Diesel’s average price surged past a previous $2.212 all-time high set last October when it rose 5 cents to reach $2.244 on March 21. In the two weeks since then it rose by a half-cent and 5.4 cents a gallon before Monday's report.

In the past four weeks gasoline has risen by 5.3 cents, 4.4 cents and 6.4 cents, before Monday's reported increase. Gasoline’s previous record high had been $2.064 a gallon, set last May 24.



Analyst Trilby Lundberg had a similar figure to DOE’s in her latest Lundberg Survey gasoline report issued Sunday, putting the national average at $2.29 a gallon, although, she said, prices could be peaking.

The motor fuel surges have paralleled all-time high crude oil prices, which peaked early last week at a record $58.28 a barrel.

Oil futures have receded in the past week, and fell to a six-week low of $52.10 in intraday trading Monday on the New York Mercantile Exchange before rising to close at $53.71, Bloomberg reported.

Diesel was 63.7 cents higher than a year ago, DOE's figures showed.

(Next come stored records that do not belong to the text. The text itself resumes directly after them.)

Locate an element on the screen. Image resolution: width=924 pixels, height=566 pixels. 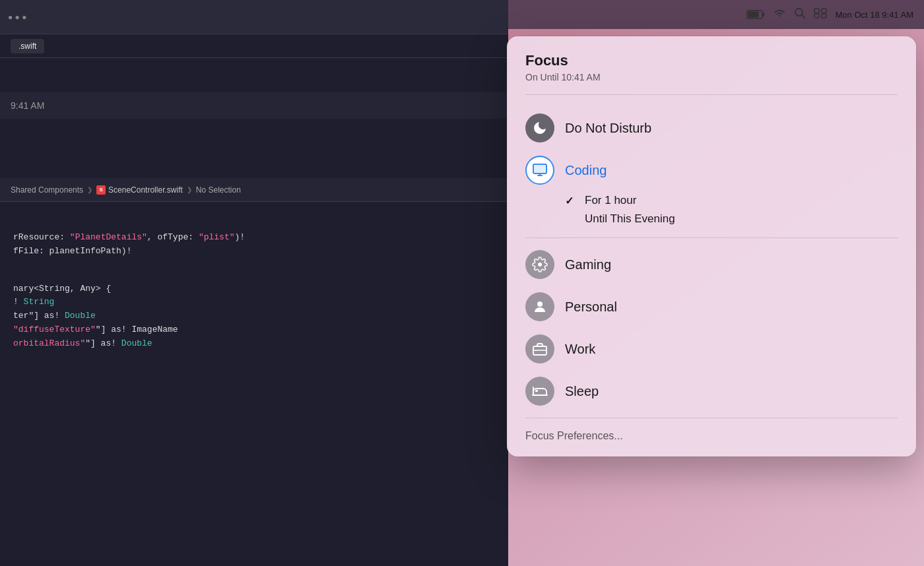
coding-icon-wrap is located at coordinates (540, 170).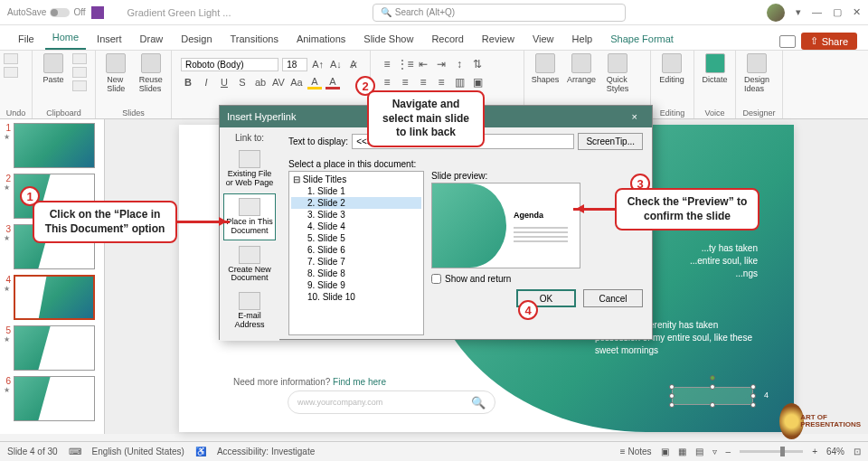  Describe the element at coordinates (295, 65) in the screenshot. I see `font-size-select: 18` at that location.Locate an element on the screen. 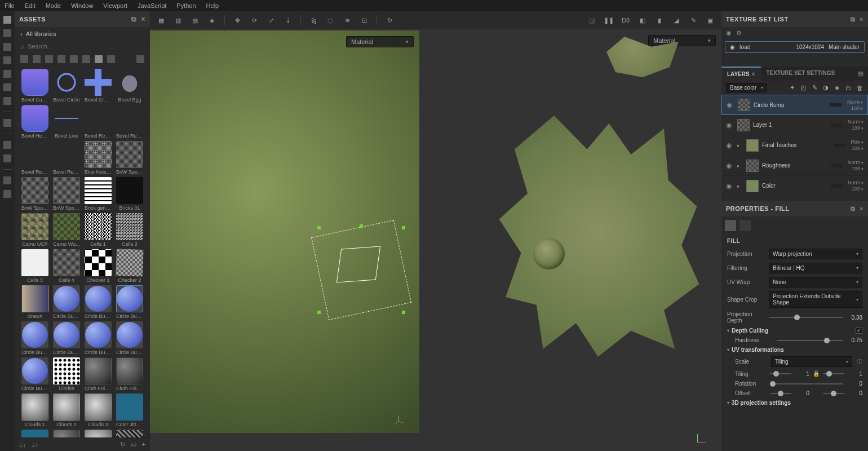  tab-layers-close-icon: × is located at coordinates (754, 74).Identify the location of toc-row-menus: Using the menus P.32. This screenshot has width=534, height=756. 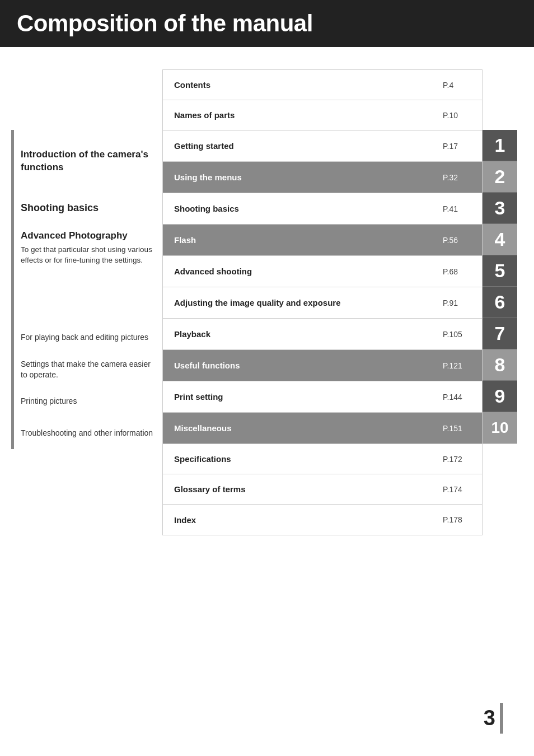
(322, 178).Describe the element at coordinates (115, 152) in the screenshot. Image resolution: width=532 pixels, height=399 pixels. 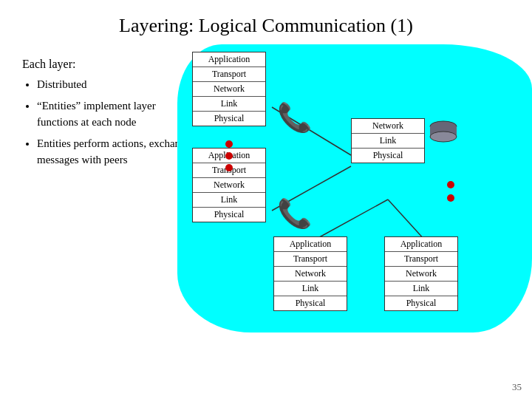
I see `bullet-3: Entities perform actions, exchange messa…` at that location.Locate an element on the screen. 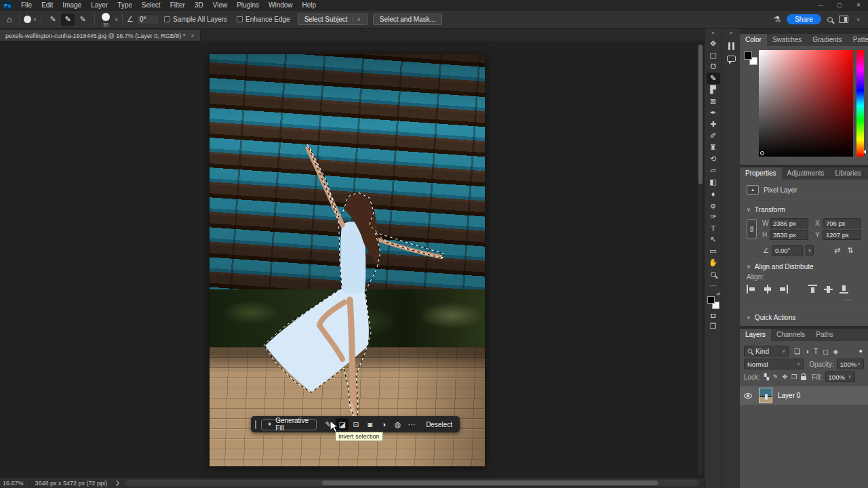 This screenshot has width=868, height=488. width-input: 2386 px is located at coordinates (789, 224).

That translates to about $127.40 more this year over last year to fill a big rig’s 200-gallon tanks.

hile the increases for trucking’s main fuel moderated in most areas of the country compared with previous weeks, it still rose by 4.4 cents a gallon in both the West Coast region and the state of California.

The West Coast region’s average price hit $2.585 and California’s surged to $2.625 a gallon, the country’s highest.

he Gulf Coast had the smallest rise, a 1.1-cent uptick to $2.251, the lowest regional average, DOE said.

Every week DOE surveys 350 diesel-filling stations to compile a national snapshot price.